[Undine by Friedrich de la Motte Fouque]@TWC D-Link bookUndine CHAPTER 1 13/16
We were struck dumb with astonishment, and I knew not for a time whether the tiny form were a real human being, or a mere mockery of enchantment.
But I soon perceived water dripping from her golden hair and rich garments, and that the pretty child had been lying in the water, and stood in immediate need of our help. "'Wife,' said I, 'no one has been able to save our child for us; but let us do for others what would have made us so blessed could any one have done it for us.' "We undressed the little thing, put her to bed, and gave her something to drink; at all this she spoke not a word, but only turned her eyes upon us--eyes blue and bright as sea or sky--and continued looking at us with a smile. "Next morning we had no reason to fear that she had received any other harm than her wetting, and I now asked her about her parents, and how she could have come to us.
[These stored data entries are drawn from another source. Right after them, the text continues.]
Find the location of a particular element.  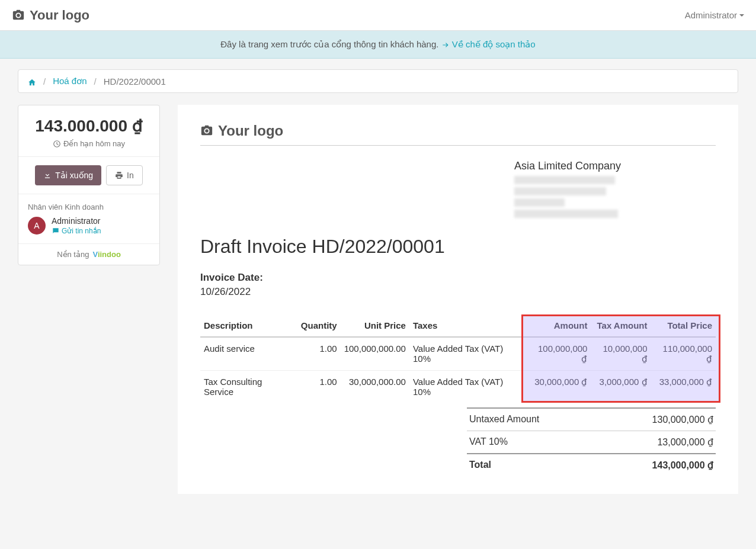

powered-label: Nền tảng is located at coordinates (73, 255).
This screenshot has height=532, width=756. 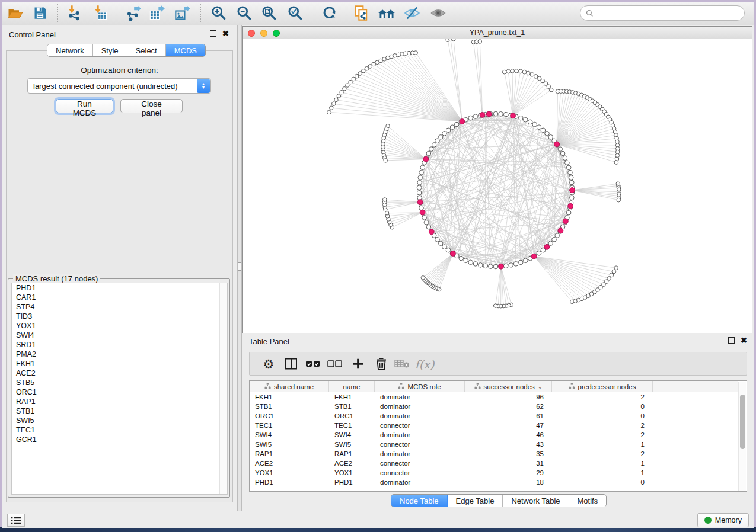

But the account she gave was both confused and incredible.
She must surely have been born far from here, not only because I have been unable for these fifteen years to learn anything of her birth, but because she then said, and at times continues to say, many things of so very singular a nature, that we neither of us know, after all, whether she may not have dropped among us from the moon; for her talk runs upon golden castles, crystal domes, and Heaven knows what extravagances beside.
What, however, she related with most distinctness was this: that while she was once taking a sail with her mother on the great lake, she fell out of the boat into the water; and that when she first recovered her senses, she was here under our trees, where the gay scenes of the shore filled her with delight. "We now had another care weighing upon our minds, and one that caused us no small perplexity and uneasiness.